While copper prices continued to weaken substantially in early June, falling again below US$3 per lb., there were significant new copper developments on the supply side.
• On June 6, hundreds of riot-gear-clad federal Mexican police using teargas and helicopters retook physical control of Grupo Mexico’s Cananea copper mine site in Mexico’s Sonora state from local unionized workers. They have been on strike at the mine for almost three years, citing health and safety concerns.
Cananea was Mexico’s biggest copper mine before the work stoppage, and cranked out 190,000 tonnes of copper per year at full capacity, or about 40% of Mexican copper output. With the asset back in company hands, Grupo Mexico intends to refurbish the mine and have it up and running again perhaps by the end of the year, likely using replacement workers.
Grupo Mexico reckoned in February that it had lost US$1.5 billion in costs and missed revenue opportunities owing to the strike, which has also held up a planned expansion of Cananea’s annual copper-production capacity to 460,000 tonnes.
The company says the strike has also contributed to delays in advancing its US$2-billion El Arco copper project in Baja California, as it may make use of Cananea for downstream processing. It’s no small matter: an expanded Cananea and an operational El Arco would turn Mexico into the world’s second-largest copper producer.
The national government ordered the police action in response to a court ruling earlier this year that stated striking workers at Cananea could be fired, but some speculate the mine-site seizure had been delayed until after Mexican President Felipe Calderon’s recent visit to the U.S. and Canada, so that he would avoid a scolding by the union-backed U.S. President Barack Obama.
The police action has, of course, infuriated the striking union members and their supporters in town, as well as Mexico’s national mining union, which is backed by U.S. and Canadian members of the United Steelworkers union. (Indeed, the head of the Mexican mining union, Napoleon Gomez Urrutia, fled the country years ago to avoid what the union considers trumped-up embezzlement charges and now operates out of the Steelworkers’ office in the Vancouver suburb of Burnaby.)
“The national mining union holds President Felipe Calderon’s government responsible for any violence or bloodshed that may happen now and demands a reversal of this illegal, military invasion,” the union said in a statement reported by Reuters.
A few hours after the Cananea action, in the middle of the night, Mexican police in Coahuila state carried out a similar recapture of Grupo Mexico’s Pasta de Conchos mine site, which was also under union members’ control. The mine has been closed since 2006, when a massive explosion killed 65 workers.
Cananea and Pasta de Conchos remain potent symbols of both union power and grievances in Mexico, and it’s reasonable to expect a major backlash from Mexican unions against these latest events.
• In British Columbia, member of provincial parliament Blair Lekstrom tendered his resignation as Minister of Energy, Mines and Petroleum Resources to protest his government’s imminent implementation of the harmonized sales tax (HST) — a merging of the provincial and federal good and services taxes that will result in higher total taxes for consumers. Premier Gordon Campbell quickly named Bill Bennett of Kootenay East as a replacement. If that name sounds familiar, Bennett was previously Minister of Community and Rural Development, and served as Minister of State for Mining from 2005 to 2007. Randy Hawes is still Minister of State for Mining.
Unlike Ontario, where citizens roll over in response to tax increases and the politicians’ lies that herald them, the HST has become a major issue in B.C. politics. The socialist and anti-mining provincial New Democratic Party is, ironically enough, one of the loudest voices against the new tax, and looks to be one of the major beneficiaries of anti-tax sentiment in the next provincial election.
• For comic relief, we had The New York Times running a breathless feature by a Washington, D.C., staffer on the boundless mineral potential of one of the world’s great basket cases, entitled, “U. S. identifies vast mineral riches in Afghanistan.”
The article had such gems as “the United States has discovered nearly $1 trillion in untapped mineral deposits in Afghanistan, far beyond any previously known reserves…” and “Afghanistan could eventually be transformed into one of the most important mining centers in the world…”
As always, crudely put, if it costs a trillion dollars to mine minerals that can be sold for a trillion dollars, then the value of the mineral deposits is zero dollars, not a trillion, and they’ll never be developed.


◆ ASSIGNMENT:
In the listing below, find every line with the string "Thefts" and pull it out.

◆ MATERIAL PROVIDED:
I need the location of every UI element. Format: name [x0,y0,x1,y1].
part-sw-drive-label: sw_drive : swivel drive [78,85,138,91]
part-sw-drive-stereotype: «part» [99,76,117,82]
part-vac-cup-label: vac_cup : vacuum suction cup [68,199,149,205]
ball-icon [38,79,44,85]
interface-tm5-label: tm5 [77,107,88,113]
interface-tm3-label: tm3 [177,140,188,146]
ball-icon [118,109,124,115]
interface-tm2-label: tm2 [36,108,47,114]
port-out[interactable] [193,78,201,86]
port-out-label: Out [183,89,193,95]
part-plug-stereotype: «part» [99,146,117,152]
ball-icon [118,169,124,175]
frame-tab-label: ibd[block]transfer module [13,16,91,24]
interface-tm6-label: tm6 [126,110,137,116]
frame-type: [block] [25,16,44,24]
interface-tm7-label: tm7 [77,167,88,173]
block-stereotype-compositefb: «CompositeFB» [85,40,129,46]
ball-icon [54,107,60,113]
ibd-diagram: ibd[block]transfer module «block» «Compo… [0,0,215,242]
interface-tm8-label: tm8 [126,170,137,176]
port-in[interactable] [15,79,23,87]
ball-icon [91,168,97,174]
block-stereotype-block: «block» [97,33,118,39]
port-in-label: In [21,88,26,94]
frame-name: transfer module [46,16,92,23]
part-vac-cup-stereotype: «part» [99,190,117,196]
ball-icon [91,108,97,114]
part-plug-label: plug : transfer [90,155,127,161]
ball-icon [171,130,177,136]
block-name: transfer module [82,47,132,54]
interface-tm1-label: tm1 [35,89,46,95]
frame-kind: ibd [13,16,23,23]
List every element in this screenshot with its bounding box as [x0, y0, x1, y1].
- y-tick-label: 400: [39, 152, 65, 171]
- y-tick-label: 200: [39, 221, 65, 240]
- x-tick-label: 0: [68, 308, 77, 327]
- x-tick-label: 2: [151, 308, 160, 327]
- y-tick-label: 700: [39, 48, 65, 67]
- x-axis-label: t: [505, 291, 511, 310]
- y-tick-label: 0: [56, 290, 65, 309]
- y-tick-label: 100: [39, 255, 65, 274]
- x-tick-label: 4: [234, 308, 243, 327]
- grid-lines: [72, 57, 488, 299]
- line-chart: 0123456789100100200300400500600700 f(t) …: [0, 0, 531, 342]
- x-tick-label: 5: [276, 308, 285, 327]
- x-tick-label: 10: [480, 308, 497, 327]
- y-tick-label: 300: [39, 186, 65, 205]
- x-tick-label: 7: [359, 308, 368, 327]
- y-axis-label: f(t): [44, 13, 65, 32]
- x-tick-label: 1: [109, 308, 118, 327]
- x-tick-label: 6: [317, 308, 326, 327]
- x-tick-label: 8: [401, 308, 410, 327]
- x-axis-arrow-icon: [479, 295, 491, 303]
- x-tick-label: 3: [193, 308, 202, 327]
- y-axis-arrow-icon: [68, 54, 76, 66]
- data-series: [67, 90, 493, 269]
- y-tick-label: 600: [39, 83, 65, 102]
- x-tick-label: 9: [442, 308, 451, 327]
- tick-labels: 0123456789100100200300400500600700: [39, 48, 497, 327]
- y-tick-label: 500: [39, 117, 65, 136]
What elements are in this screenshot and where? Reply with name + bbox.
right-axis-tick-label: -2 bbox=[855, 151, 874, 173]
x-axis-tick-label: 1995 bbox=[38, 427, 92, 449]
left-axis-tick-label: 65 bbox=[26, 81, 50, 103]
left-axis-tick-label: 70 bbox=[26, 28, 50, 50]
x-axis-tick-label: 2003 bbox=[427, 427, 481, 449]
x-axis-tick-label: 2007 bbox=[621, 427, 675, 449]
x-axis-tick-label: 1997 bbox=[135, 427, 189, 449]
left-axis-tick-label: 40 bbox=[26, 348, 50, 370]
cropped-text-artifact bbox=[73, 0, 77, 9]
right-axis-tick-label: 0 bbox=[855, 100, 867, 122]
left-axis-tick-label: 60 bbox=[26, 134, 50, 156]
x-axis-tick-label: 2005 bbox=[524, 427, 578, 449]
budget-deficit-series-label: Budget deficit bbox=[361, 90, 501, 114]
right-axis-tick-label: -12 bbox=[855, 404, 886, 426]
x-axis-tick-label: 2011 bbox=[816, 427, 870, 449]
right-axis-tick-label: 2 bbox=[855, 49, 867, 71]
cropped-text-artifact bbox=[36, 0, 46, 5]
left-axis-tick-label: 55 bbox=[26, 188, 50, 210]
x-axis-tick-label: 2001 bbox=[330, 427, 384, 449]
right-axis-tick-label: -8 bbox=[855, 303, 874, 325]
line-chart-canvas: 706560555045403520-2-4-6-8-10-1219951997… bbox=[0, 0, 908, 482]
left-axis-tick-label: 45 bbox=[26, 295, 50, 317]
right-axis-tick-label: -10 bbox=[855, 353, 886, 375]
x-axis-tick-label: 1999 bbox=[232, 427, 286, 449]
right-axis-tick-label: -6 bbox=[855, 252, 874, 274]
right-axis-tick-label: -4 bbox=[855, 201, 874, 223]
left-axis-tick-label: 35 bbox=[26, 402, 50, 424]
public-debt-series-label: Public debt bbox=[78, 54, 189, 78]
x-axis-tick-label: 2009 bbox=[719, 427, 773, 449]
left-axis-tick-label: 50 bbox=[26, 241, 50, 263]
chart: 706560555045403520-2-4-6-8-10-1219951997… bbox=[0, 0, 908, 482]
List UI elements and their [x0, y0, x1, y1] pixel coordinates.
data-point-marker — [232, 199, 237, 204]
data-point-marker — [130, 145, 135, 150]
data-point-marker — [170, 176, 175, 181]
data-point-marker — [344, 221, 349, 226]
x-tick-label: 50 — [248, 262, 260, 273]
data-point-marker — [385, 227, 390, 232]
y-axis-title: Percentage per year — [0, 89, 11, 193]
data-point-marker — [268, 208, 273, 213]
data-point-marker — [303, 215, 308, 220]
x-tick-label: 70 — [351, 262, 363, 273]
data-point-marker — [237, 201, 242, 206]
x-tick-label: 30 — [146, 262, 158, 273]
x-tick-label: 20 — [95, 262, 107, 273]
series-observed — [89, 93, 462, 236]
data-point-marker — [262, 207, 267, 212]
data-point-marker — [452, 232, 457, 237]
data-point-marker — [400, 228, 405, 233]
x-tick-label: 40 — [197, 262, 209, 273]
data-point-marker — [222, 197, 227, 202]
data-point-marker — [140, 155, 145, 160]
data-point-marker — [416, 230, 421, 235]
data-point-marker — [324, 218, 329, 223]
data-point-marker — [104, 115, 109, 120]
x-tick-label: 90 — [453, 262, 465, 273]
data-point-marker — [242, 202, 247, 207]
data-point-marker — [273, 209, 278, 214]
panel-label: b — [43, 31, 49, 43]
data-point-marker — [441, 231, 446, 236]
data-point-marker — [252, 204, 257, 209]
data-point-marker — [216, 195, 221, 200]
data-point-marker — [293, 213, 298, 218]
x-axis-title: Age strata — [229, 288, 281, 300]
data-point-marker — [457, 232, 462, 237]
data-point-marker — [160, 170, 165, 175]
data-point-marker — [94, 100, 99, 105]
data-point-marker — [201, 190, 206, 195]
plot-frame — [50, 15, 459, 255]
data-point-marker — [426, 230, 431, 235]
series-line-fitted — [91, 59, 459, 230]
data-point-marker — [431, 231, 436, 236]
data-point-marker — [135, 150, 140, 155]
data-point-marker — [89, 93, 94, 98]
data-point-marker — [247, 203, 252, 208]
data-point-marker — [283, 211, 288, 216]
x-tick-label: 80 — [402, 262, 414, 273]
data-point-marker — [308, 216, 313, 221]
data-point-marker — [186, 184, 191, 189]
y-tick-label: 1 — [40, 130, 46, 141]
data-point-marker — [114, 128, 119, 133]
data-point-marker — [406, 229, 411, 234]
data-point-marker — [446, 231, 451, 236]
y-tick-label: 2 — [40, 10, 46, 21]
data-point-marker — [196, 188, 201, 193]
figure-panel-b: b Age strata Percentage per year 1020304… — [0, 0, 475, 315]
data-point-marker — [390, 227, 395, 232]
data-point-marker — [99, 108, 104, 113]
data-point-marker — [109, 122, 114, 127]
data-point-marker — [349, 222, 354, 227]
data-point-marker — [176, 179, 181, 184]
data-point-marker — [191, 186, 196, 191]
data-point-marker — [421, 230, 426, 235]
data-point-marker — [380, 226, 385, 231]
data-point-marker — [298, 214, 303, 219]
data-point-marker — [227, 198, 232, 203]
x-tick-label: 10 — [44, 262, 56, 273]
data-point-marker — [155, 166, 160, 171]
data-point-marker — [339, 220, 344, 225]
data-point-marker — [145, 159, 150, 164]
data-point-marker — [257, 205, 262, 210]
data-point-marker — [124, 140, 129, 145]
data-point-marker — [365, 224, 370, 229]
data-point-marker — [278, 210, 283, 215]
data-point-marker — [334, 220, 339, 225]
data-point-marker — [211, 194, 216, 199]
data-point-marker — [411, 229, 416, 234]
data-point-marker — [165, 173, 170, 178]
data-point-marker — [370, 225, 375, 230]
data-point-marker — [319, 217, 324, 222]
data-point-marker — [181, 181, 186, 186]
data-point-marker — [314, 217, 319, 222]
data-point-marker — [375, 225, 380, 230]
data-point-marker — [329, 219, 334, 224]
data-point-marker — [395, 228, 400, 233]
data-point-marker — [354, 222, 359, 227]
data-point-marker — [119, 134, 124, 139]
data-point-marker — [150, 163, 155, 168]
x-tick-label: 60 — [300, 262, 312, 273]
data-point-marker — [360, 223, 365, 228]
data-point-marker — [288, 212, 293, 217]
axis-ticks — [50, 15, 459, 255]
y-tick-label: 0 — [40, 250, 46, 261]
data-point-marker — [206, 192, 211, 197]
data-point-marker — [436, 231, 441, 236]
==
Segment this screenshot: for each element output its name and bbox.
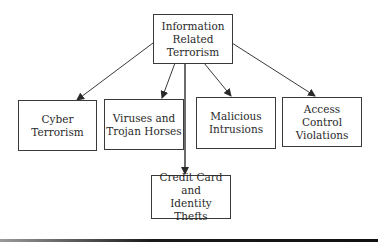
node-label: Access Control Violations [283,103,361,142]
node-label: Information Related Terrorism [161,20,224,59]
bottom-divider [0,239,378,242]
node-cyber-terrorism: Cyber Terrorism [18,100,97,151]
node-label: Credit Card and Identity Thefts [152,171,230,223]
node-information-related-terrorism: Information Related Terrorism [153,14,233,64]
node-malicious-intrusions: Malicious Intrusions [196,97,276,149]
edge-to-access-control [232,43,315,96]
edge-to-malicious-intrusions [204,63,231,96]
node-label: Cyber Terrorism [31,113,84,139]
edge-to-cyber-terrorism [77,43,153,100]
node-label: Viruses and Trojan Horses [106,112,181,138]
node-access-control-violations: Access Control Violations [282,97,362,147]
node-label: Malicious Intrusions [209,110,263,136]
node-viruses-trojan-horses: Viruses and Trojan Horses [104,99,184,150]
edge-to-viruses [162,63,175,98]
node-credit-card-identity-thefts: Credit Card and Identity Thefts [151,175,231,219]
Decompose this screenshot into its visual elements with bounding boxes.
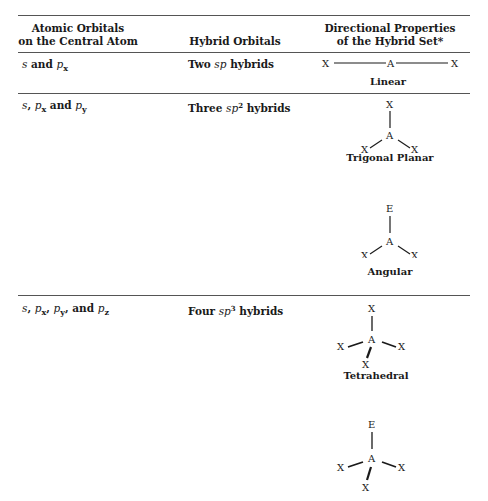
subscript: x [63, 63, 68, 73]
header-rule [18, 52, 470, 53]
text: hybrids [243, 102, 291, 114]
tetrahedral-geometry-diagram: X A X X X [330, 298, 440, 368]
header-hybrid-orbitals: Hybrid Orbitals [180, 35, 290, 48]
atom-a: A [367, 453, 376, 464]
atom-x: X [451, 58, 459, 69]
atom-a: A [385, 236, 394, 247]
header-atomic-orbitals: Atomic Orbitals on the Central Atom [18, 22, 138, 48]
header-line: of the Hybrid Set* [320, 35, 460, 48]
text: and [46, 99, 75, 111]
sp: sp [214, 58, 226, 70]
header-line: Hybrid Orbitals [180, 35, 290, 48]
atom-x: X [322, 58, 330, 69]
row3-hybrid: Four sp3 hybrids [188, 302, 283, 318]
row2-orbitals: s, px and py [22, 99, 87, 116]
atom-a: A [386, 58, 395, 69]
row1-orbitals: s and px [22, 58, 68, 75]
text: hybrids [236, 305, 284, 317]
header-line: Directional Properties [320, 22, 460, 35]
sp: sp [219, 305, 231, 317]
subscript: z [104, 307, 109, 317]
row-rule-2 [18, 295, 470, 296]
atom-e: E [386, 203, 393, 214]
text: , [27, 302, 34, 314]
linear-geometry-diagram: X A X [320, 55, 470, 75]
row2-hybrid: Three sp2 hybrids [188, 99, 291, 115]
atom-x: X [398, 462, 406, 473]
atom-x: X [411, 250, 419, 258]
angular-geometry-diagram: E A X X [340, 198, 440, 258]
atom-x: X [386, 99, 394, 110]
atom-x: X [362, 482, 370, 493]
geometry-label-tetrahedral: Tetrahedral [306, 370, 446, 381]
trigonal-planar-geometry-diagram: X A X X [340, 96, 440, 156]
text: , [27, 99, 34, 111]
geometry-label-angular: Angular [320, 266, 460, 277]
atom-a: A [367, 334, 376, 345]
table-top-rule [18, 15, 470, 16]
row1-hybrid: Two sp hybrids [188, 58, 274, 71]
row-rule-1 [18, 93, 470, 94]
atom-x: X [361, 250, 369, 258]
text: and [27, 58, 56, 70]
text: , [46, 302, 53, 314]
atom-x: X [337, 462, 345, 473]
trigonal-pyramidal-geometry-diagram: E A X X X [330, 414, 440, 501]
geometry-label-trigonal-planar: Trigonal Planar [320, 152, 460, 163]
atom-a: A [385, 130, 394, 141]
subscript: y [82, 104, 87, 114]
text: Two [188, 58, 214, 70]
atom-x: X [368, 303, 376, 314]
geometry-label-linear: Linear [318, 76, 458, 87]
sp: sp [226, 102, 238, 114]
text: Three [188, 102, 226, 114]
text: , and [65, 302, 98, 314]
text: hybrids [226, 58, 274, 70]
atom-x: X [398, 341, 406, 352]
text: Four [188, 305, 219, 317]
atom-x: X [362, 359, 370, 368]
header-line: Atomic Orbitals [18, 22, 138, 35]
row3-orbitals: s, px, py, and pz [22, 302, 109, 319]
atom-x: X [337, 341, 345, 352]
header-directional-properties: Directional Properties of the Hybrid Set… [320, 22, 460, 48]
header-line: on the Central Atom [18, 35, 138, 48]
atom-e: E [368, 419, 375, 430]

◆ TASK RESPONSE:
node-label: Credit Card and Identity Thefts [152,171,230,223]
node-credit-card-identity-thefts: Credit Card and Identity Thefts [151,175,231,219]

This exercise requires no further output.